People keep saying "Millennium Park, Millennium Park!"
Has anyone actually been there? Or read about how it was built and paid for?

Because that is - don't get me wrong - a beautiful park. But it doesn't really serve the "local neighbourhood," which is the ostensible reason for Rail Deck Park, right?

Is this for tourists or for Torontonians? Yes, those things aren't mutually exclusive but while MP certainly serves local functions (hosting concerts at the amphitheater, for example), I'd argue it serves more of a tourist function than a local one.

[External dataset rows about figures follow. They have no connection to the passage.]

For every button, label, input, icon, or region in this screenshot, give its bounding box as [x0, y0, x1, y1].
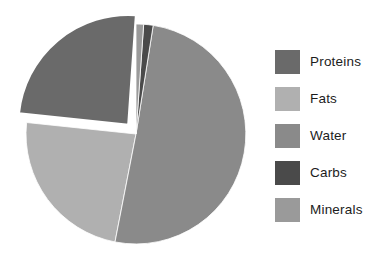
legend-label-water: Water — [310, 129, 347, 143]
pie-slice-proteins[interactable] — [19, 15, 136, 125]
pie-chart-area — [0, 0, 262, 274]
legend-item-fats[interactable]: Fats — [275, 87, 367, 111]
legend-item-water[interactable]: Water — [275, 124, 367, 148]
legend-label-proteins: Proteins — [310, 55, 361, 69]
chart-canvas: Proteins Fats Water Carbs Minerals — [0, 0, 367, 274]
chart-legend: Proteins Fats Water Carbs Minerals — [275, 50, 367, 235]
legend-label-carbs: Carbs — [310, 166, 347, 180]
legend-swatch-fats — [275, 87, 300, 111]
legend-label-minerals: Minerals — [310, 203, 363, 217]
legend-swatch-water — [275, 124, 300, 148]
legend-swatch-minerals — [275, 198, 300, 222]
legend-swatch-carbs — [275, 161, 300, 185]
legend-item-proteins[interactable]: Proteins — [275, 50, 367, 74]
pie-slice-group — [19, 15, 246, 244]
legend-swatch-proteins — [275, 50, 300, 74]
legend-label-fats: Fats — [310, 92, 337, 106]
pie-chart-svg — [0, 0, 262, 274]
legend-item-minerals[interactable]: Minerals — [275, 198, 367, 222]
legend-item-carbs[interactable]: Carbs — [275, 161, 367, 185]
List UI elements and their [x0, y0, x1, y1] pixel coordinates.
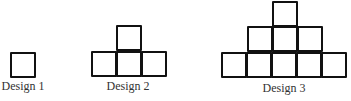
square-cell [297, 26, 323, 52]
square-cell [247, 26, 273, 52]
square-cell [221, 52, 247, 78]
square-cell [10, 52, 36, 78]
square-cell [296, 52, 322, 78]
square-cell [116, 51, 142, 77]
square-cell [321, 52, 347, 78]
design-1-label: Design 1 [2, 80, 45, 92]
square-cell [246, 52, 272, 78]
square-cell [91, 51, 117, 77]
pattern-figure: Design 1 Design 2 Design 3 [0, 0, 351, 101]
square-cell [272, 1, 298, 27]
design-2-label: Design 2 [107, 80, 150, 92]
square-cell [141, 51, 167, 77]
design-3-label: Design 3 [263, 82, 306, 94]
square-cell [272, 26, 298, 52]
square-cell [271, 52, 297, 78]
square-cell [116, 25, 142, 51]
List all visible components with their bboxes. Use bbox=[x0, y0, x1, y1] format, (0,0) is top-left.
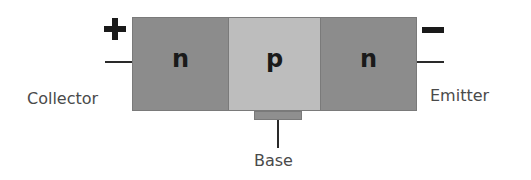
emitter-label: Emitter bbox=[430, 86, 489, 105]
base-contact-tab bbox=[254, 111, 302, 120]
base-lead bbox=[277, 120, 279, 148]
region-label: n bbox=[360, 45, 377, 73]
base-label: Base bbox=[254, 151, 293, 170]
collector-lead bbox=[105, 61, 132, 63]
collector-label: Collector bbox=[27, 89, 98, 108]
emitter-n-region: n bbox=[320, 17, 417, 111]
emitter-lead bbox=[416, 61, 444, 63]
minus-sign-icon bbox=[422, 27, 444, 33]
plus-sign-icon bbox=[104, 18, 126, 40]
collector-n-region: n bbox=[132, 17, 229, 111]
base-p-region: p bbox=[228, 17, 321, 111]
region-label: p bbox=[266, 45, 283, 73]
region-label: n bbox=[172, 45, 189, 73]
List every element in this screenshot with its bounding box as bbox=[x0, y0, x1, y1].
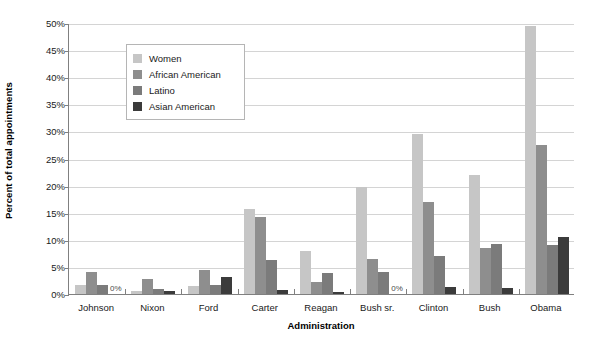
x-axis-tick-label: Johnson bbox=[68, 302, 124, 313]
bar bbox=[491, 244, 502, 294]
bar bbox=[164, 291, 175, 294]
y-axis-tick-label: 35% bbox=[21, 99, 65, 110]
legend-item-label: Asian American bbox=[149, 101, 215, 112]
bar bbox=[322, 273, 333, 294]
bar bbox=[75, 285, 86, 294]
x-axis-tick-label: Carter bbox=[237, 302, 293, 313]
x-axis-tick-label: Nixon bbox=[124, 302, 180, 313]
x-axis-tick-mark bbox=[406, 289, 407, 294]
x-axis-tick-mark bbox=[238, 289, 239, 294]
bar-group bbox=[238, 24, 294, 294]
bar bbox=[277, 290, 288, 294]
y-axis-tick-label: 5% bbox=[21, 262, 65, 273]
x-axis-tick-label: Bush bbox=[462, 302, 518, 313]
zero-value-label: 0% bbox=[110, 284, 122, 293]
bar bbox=[445, 287, 456, 294]
legend-item-label: African American bbox=[149, 69, 221, 80]
bar bbox=[153, 289, 164, 294]
x-axis-tick-label: Ford bbox=[180, 302, 236, 313]
legend-swatch-icon bbox=[133, 54, 142, 63]
bar-group bbox=[294, 24, 350, 294]
bar bbox=[434, 256, 445, 294]
bar bbox=[558, 237, 569, 294]
bar bbox=[356, 187, 367, 294]
bar-group: 0% bbox=[350, 24, 406, 294]
y-axis-title: Percent of total appointments bbox=[0, 0, 16, 300]
y-axis-tick-label: 45% bbox=[21, 45, 65, 56]
x-axis-tick-label: Bush sr. bbox=[349, 302, 405, 313]
bar bbox=[188, 286, 199, 294]
x-axis-tick-mark bbox=[125, 289, 126, 294]
x-axis-tick-label: Obama bbox=[518, 302, 574, 313]
bar bbox=[536, 145, 547, 294]
y-axis-tick-label: 20% bbox=[21, 181, 65, 192]
bar bbox=[367, 259, 378, 294]
bar bbox=[311, 282, 322, 294]
bar bbox=[300, 251, 311, 294]
bar bbox=[97, 285, 108, 294]
y-axis-tick-label: 25% bbox=[21, 154, 65, 165]
legend-item-label: Latino bbox=[149, 85, 175, 96]
y-axis-tick-label: 10% bbox=[21, 235, 65, 246]
bar-chart: Percent of total appointments 0%0% 0%5%1… bbox=[0, 0, 589, 351]
y-axis-title-text: Percent of total appointments bbox=[3, 82, 14, 219]
gridline bbox=[69, 294, 574, 295]
bar bbox=[210, 285, 221, 294]
legend-item-label: Women bbox=[149, 53, 182, 64]
legend-item: Asian American bbox=[133, 98, 237, 114]
chart-legend: WomenAfrican AmericanLatinoAsian America… bbox=[126, 44, 245, 120]
bar bbox=[547, 245, 558, 294]
legend-item: Women bbox=[133, 50, 237, 66]
bar bbox=[502, 288, 513, 294]
bar bbox=[378, 272, 389, 294]
y-axis-tick-label: 0% bbox=[21, 289, 65, 300]
bar-group: 0% bbox=[69, 24, 125, 294]
bar bbox=[131, 291, 142, 294]
x-axis-tick-mark bbox=[294, 289, 295, 294]
bar bbox=[423, 202, 434, 294]
zero-value-label: 0% bbox=[391, 284, 403, 293]
bar bbox=[525, 26, 536, 294]
bar bbox=[469, 175, 480, 294]
y-axis-tick-label: 30% bbox=[21, 126, 65, 137]
bar bbox=[266, 260, 277, 294]
x-axis-tick-label: Clinton bbox=[405, 302, 461, 313]
y-axis-tick-label: 40% bbox=[21, 72, 65, 83]
legend-item: Latino bbox=[133, 82, 237, 98]
bar bbox=[480, 248, 491, 294]
legend-swatch-icon bbox=[133, 102, 142, 111]
bar bbox=[221, 277, 232, 294]
bar-group bbox=[463, 24, 519, 294]
y-axis-tick-mark bbox=[65, 295, 69, 296]
bar bbox=[199, 270, 210, 294]
bar bbox=[412, 134, 423, 294]
x-axis-tick-mark bbox=[463, 289, 464, 294]
bar bbox=[142, 279, 153, 294]
x-axis-tick-mark bbox=[350, 289, 351, 294]
x-axis-tick-mark bbox=[519, 289, 520, 294]
y-axis-tick-label: 15% bbox=[21, 208, 65, 219]
legend-swatch-icon bbox=[133, 70, 142, 79]
bar bbox=[244, 209, 255, 294]
x-axis-title: Administration bbox=[68, 320, 574, 331]
legend-swatch-icon bbox=[133, 86, 142, 95]
y-axis-tick-label: 50% bbox=[21, 18, 65, 29]
bar bbox=[333, 292, 344, 294]
bar-group bbox=[406, 24, 462, 294]
legend-item: African American bbox=[133, 66, 237, 82]
bar bbox=[86, 272, 97, 294]
bar bbox=[255, 217, 266, 295]
bar-group bbox=[519, 24, 575, 294]
x-axis-tick-label: Reagan bbox=[293, 302, 349, 313]
x-axis-tick-mark bbox=[181, 289, 182, 294]
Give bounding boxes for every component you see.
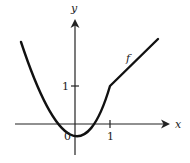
- origin-label: 0: [64, 130, 71, 143]
- curve-label-f: f: [125, 52, 132, 65]
- x-axis-label: x: [175, 118, 182, 131]
- x-tick-1-label: 1: [107, 130, 114, 143]
- y-tick-1-label: 1: [62, 80, 69, 93]
- curve-f: [21, 39, 158, 136]
- y-axis-label: y: [70, 2, 78, 15]
- function-graph: y x 0 1 1 f: [0, 0, 190, 163]
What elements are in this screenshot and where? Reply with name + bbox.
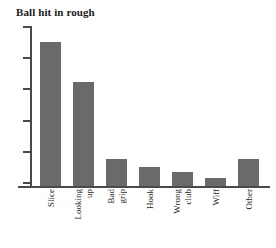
x-axis-label-line: Other	[244, 189, 254, 210]
x-axis-label: Wrongclub	[166, 189, 199, 214]
bar[interactable]	[238, 159, 259, 186]
x-axis-label-slot: Other	[232, 189, 265, 247]
bar-slot	[199, 26, 232, 186]
y-axis-tick	[23, 151, 30, 153]
y-axis-tick	[23, 88, 30, 90]
x-axis-label: Lookingup	[67, 189, 100, 220]
x-axis-labels: SliceLookingupBadgripHookWrongclubWiffOt…	[30, 189, 268, 247]
y-axis-tick	[23, 120, 30, 122]
x-axis-label-slot: Lookingup	[67, 189, 100, 247]
x-axis-label-slot: Hook	[133, 189, 166, 247]
y-axis-tick	[23, 26, 30, 28]
x-axis-label-line: grip	[117, 189, 127, 204]
x-axis-label-slot: Badgrip	[100, 189, 133, 247]
x-axis-label-slot: Wiff	[199, 189, 232, 247]
x-axis-label-line: Hook	[145, 189, 155, 209]
x-axis-label-slot: Wrongclub	[166, 189, 199, 247]
x-axis-label-line: Slice	[46, 189, 56, 207]
x-axis-label-line: Bad	[106, 189, 116, 204]
plot-area	[30, 26, 268, 186]
y-axis-tick	[23, 182, 30, 184]
bar[interactable]	[106, 159, 127, 186]
bar[interactable]	[205, 178, 226, 186]
bar[interactable]	[73, 82, 94, 186]
bar-slot	[232, 26, 265, 186]
x-axis-label-slot: Slice	[34, 189, 67, 247]
bar[interactable]	[40, 42, 61, 186]
bar[interactable]	[172, 172, 193, 186]
chart-title: Ball hit in rough	[16, 6, 95, 18]
bars-layer	[30, 26, 268, 186]
x-axis-label: Wiff	[199, 189, 232, 205]
bar[interactable]	[139, 167, 160, 186]
y-axis-tick	[23, 57, 30, 59]
x-axis-label-line: Wiff	[211, 189, 221, 205]
bar-slot	[133, 26, 166, 186]
x-axis-label: Other	[232, 189, 265, 210]
bar-slot	[100, 26, 133, 186]
bar-chart: Ball hit in rough SliceLookingupBadgripH…	[0, 0, 276, 248]
x-axis-label-line: Wrong	[172, 189, 182, 214]
x-axis-label-line: club	[183, 189, 193, 205]
bar-slot	[34, 26, 67, 186]
x-axis-label: Slice	[34, 189, 67, 207]
x-axis-label-line: up	[84, 189, 94, 198]
x-axis-label: Hook	[133, 189, 166, 209]
x-axis-label-line: Looking	[73, 189, 83, 220]
bar-slot	[67, 26, 100, 186]
x-axis-line	[18, 186, 270, 188]
x-axis-label: Badgrip	[100, 189, 133, 204]
bar-slot	[166, 26, 199, 186]
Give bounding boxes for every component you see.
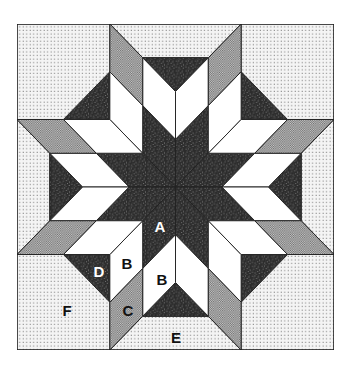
piece-label-e: E xyxy=(171,330,181,345)
piece-label-b: B xyxy=(157,272,168,287)
piece-label-a: A xyxy=(155,219,166,234)
piece-label-c: C xyxy=(123,303,134,318)
piece-label-d: D xyxy=(94,264,105,279)
piece-label-f: F xyxy=(62,303,71,318)
piece-label-b: B xyxy=(122,256,133,271)
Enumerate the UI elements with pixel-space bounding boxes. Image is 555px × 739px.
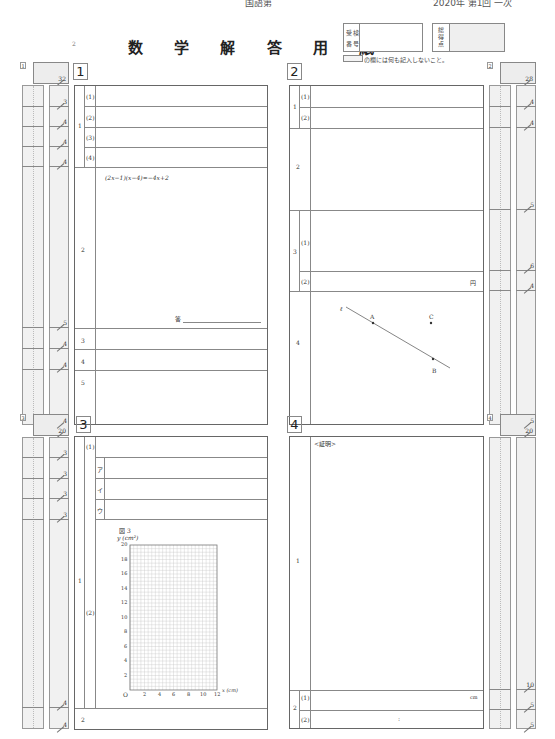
page-number: 2 [72,40,76,47]
s2-q3-unit-yen: 円 [470,278,476,287]
s4-proof-label: <証明> [314,439,336,448]
points-cell: 3 [49,486,69,498]
s1-q2-answer-label: 答 [175,314,181,323]
graph-origin: O [123,691,128,698]
s2-point-C: C [429,313,434,320]
points-cell: 10 [516,677,536,689]
section2-grader-col [489,85,511,425]
s1-q2-equation: (2x−1)(x−4)=−4x+2 [105,174,169,181]
s2-line-label: ℓ [340,305,343,312]
s2-point-B: B [432,367,436,374]
notice-text: の欄には何も記入しないこと。 [364,55,448,64]
points-cell: 5 [516,717,536,729]
points-cell: 4 [49,357,69,369]
points-cell: 5 [516,413,536,425]
points-cell: 4 [49,134,69,146]
points-cell: 4 [516,115,536,127]
section3-points-col [49,437,69,729]
s1-q2-answer-line[interactable] [183,322,261,323]
points-cell: 4 [49,154,69,166]
exam-number-box[interactable]: 受 検 番 号 [343,23,423,52]
s3-q1-2-label: (2) [86,609,95,616]
s1-q1-label: 1 [78,122,82,129]
total-score-box: 総得点 [432,23,505,52]
points-cell: 5 [516,197,536,209]
notice-box-sample [343,55,363,62]
section1-number: 1 [73,63,88,80]
section4-grader-col [489,437,511,729]
points-cell: 6 [516,258,536,270]
s2-point-A: A [370,313,374,320]
graph-grid[interactable] [130,545,220,695]
section1-total-box: 1 32 [33,62,69,84]
section1-answer-table: 1 (1) (2) (3) (4) 2 (2x−1)(x−4)=−4x+2 答 … [74,85,268,425]
points-cell: 4 [49,114,69,126]
exam-number-label: 受 検 番 号 [344,24,360,51]
points-cell: 3 [49,445,69,457]
points-cell: 3 [49,94,69,106]
points-cell: 3 [49,466,69,478]
points-cell: 5 [516,697,536,709]
section3-answer-table: 1 (1) ア イ ウ (2) 2 図 3 y (cm²) 20 18 16 1… [74,436,268,730]
section4-number: 4 [287,416,302,433]
s4-ratio-colon: : [398,715,400,722]
section2-points-col [516,85,536,425]
points-cell: 4 [516,94,536,106]
s2-q4-figure [290,291,485,426]
section3-number: 3 [76,416,91,433]
s4-unit-cm: cm [470,694,478,700]
points-cell: 4 [49,717,69,729]
points-cell: 3 [49,507,69,519]
total-score-label-cell: 総得点 [433,24,450,51]
points-cell: 5 [49,315,69,327]
graph-ylabel: y (cm²) [117,534,138,541]
section2-answer-table: 1 (1) (2) 2 3 (1) (2) 円 4 ℓ A B C [289,85,484,425]
section1-grader-col-a [22,85,44,425]
points-cell: 4 [516,278,536,290]
points-cell: 4 [49,413,69,425]
section4-answer-table: <証明> 1 2 (1) cm (2) : [289,436,484,729]
graph-xlabel: x (cm) [222,687,238,693]
header-cut-right: 2020年 第1回 一次 [433,0,512,9]
section2-total-box: 2 28 [500,62,536,84]
points-cell: 4 [49,695,69,707]
section3-grader-col [22,437,44,729]
section2-number: 2 [287,63,302,80]
header-cut-left: 国語第 [245,0,272,9]
points-cell: 4 [49,336,69,348]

And if THAT is what we're trying to do here, it's a different argument about spending tax $. I've quoted this before but the City of Chicago could not have produced MP with City of Toronto finances. You don't have to dig too deep, just check Wikipedia:

Some observers consider Millennium Park the city's most important project since the World's Columbian Exposition of 1893.[3][4] It far exceeded its originally proposed budget of $150 million. The final cost of $475 million was borne by Chicago taxpayers and private donors. The city paid $270 million; private donors paid the rest,[5] and assumed roughly half of the financial responsibility for the cost overruns.[6] The construction delays and cost overruns were attributed to poor planning, many design changes, and cronyism. Many critics have praised the completed park.

So, to recap - this being the model that gets cited all the time:
-The estimated budget for MP was $150M and it cost about 2.5x that. The estimated budget for Rail Deck Park is about $1.7B, which is MORE THAN TEN TIMES the budget of MP. Probably, hopefully it won't end up costing $4B but it's a pretty safe bet it'll be something like $2.5B, at least.

-The City paid about 57% of the final budget. If we did something remotely similar, it would mean the City would be on the hook for about $1 billion -at a minimum - and the other $700M would come from... I dunno. The feds? Private philanthropists?

-And, also significantly, the MP budget did not include the land. As per this article, the rail company (which was not using it as an active rail corridor anymore, unlike RDP) thought they owned it, there was a court case, it turned out they didn't and they DONATED it to the City. In our case, the City still has to expropriate the land at "fair market value," which has yet to be determined.

-AND, finally, MP was supposed to open in 2000 and opened in 2004.


To sum up, despite having superficial similarities (it's downtown! it's a park! choo choo trains used to run underneath!), once you translate to the Toronto context, MP is actually a pretty scary model of how RDP might go.